My good buddy Mike recently wrote about stats in baseball and hockey and I found it a worthy topic to discuss. One of the things about me is that I am very quantitative, I love statistics and going through data. To many, numbers look jumbled and confusing, which can be the case if what you’re looking at is raw, but there is a clarity in numbers that I naturally gravitate towards. And when you make sense of a number puzzle, there is no better feeling of satisfaction.
So couple my interest with my long-time sports fandom and I bring data analysis to athletics. Baseball has been the best sport at doing this in my lifetime, mostly led by Bill James and his sabermetric revolution. The “Sports Guy” Bill Simmons wrote a really good introduction to baseball sabermetrics last year that’s definitely worth a quick read. Basically, baseball had been overvaluing the wrong statistics for far too long. The ironic part about baseball being the first major sport to adopt more reflective stats is that baseball has long been considered the aging dinosaur of American sport, as football and basketball have become more popular events. The stat school of thought has even left the front office and entered into play for managers. The best indication of this movement really having significant traction in the baseball community was when Seattle Mariners’ pitcher Felix Rodriguez won the AL Cy Young award last year on a team that was very bad. Traditionally, MLB awards go to players on teams that finish well. The writers who voted recognized, through more indicative statistics, that Rodriguez was the best pitcher in the American League last year (and he was), and justly awarded him with the honor. For more stat porn, check out Baseball Prospectus.
But now that baseball is playing ball, why aren’t other sports utilizing their data more effectively? I know that baseball has a greater sample size and is largely a 1-on-1 game of statistical probability, but there are indicative figures that give you reasonable assumptions in other sports.
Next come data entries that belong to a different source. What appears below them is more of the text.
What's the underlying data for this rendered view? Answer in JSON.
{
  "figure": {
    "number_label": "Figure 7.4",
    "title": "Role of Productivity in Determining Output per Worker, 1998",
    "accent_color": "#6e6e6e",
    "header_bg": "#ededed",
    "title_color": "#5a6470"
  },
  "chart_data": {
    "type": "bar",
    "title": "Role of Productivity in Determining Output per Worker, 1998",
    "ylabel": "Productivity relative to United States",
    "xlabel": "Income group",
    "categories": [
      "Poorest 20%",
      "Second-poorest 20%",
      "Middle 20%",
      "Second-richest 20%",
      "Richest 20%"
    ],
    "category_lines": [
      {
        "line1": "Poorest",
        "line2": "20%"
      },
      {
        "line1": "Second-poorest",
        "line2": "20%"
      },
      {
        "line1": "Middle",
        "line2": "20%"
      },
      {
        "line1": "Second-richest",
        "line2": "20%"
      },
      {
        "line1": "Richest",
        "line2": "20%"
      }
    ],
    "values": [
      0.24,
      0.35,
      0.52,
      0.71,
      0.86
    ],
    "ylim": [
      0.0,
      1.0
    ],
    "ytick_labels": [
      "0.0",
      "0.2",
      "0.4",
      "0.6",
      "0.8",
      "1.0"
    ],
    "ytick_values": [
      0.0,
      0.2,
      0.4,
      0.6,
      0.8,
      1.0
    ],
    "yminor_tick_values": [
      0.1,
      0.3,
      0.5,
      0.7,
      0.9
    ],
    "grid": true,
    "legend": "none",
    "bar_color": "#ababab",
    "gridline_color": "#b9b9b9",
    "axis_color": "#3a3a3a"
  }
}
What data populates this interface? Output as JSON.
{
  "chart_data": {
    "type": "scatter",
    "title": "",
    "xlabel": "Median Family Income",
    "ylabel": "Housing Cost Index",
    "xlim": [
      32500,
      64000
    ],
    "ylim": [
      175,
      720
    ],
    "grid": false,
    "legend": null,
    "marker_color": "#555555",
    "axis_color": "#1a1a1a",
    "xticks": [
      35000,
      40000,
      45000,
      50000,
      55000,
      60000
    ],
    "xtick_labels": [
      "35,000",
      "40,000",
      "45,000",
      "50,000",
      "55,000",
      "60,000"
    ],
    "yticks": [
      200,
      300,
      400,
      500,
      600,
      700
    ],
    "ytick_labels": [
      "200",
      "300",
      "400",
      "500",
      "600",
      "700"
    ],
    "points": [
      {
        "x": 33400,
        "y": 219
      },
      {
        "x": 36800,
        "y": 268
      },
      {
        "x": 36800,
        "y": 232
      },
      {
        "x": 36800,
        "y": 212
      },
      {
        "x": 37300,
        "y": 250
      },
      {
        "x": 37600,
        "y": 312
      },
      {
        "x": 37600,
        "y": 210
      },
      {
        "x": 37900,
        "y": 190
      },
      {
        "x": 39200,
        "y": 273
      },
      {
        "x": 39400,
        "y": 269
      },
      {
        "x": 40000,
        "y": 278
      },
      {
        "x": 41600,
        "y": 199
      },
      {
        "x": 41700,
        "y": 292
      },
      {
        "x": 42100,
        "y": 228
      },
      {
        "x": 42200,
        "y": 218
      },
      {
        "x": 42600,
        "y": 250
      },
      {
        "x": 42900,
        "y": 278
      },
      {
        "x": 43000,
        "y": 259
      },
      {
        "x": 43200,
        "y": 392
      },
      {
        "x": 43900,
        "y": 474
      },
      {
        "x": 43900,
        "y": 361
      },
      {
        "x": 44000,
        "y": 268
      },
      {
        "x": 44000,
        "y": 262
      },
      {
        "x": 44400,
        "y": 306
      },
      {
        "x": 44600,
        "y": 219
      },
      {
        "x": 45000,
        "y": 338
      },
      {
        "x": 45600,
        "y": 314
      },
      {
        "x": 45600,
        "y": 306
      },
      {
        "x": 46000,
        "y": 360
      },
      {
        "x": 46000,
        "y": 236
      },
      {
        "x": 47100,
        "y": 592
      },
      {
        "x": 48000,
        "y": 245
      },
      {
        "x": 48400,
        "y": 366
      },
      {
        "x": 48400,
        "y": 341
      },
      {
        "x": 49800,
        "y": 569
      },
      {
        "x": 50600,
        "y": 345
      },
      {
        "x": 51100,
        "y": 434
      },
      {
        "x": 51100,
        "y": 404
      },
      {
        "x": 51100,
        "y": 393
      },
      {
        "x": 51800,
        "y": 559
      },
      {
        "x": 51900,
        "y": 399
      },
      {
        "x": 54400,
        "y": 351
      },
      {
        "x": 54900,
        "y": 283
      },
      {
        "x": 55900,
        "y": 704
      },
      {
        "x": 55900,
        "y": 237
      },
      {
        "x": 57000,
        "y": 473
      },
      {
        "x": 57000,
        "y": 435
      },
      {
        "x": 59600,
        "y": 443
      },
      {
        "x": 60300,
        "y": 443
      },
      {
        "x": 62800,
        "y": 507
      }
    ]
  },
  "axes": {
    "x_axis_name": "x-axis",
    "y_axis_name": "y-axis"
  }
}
Take for example the +/- stat (originated in hockey) in basketball. It’s really simple- if a player’s team outscores the other team while they are playing, whatever the differential in the game’s score while they are on the court is that player’s +/-. This is accumulated all season long, and ultimately tells a very strong story of what happened that season and who were the most valuable players. It’s widely believed that the Chicago Bulls’ Derrick Rose is going to win the NBA MVP award this year for leading his team to 1st place in the tough Eastern conference, but I believe the true most valuable player is either LeBron James or Dwight Howard. If you look at the NBA’s +/- for this season, you see that Miami’s Big Three take up three of the first four spots, likely because they’re so much stronger than the rest of their team. If LeBron is able to make his team that much better through his passing and defense, that should make him the most valuable. Rose is arguably the best PG in the NBA, but LeBron took the Cavaliers to the #1 seed and look at them now. The Bulls would very likely still be a playoff team without Rose.
Additionally, the NFL needs to better recognize and develop some more quantitative stats, especially for QB’s. For example, incorporating completions:attempts for routes within certain yards down field, some kind of production-per-play metric for defensive players, and better analyzing the success rate of offensive lineman. There are so many eyes and ears plugged into NFL games on Sundays that this wouldn’t be hard to initialize. As a society, we are getting smarter, so there is no reason why other professional sports leagues can’t begin to give their fans a clearer view of what’s actually going on during the course of play, besides the mundane figures that we are used to.
Before you say that it’s too complicated and that fans won’t want better statistical data, remember that it was also said about stats in baseball. And the stat revolution brought the Red Sox a long-awaited World Series (still haunts me) and a SP on a terrible team, the recognition that he certainly deserved. So just keep an open mind about advancing athletic statistics, and let one stats nerd dream for more in the future.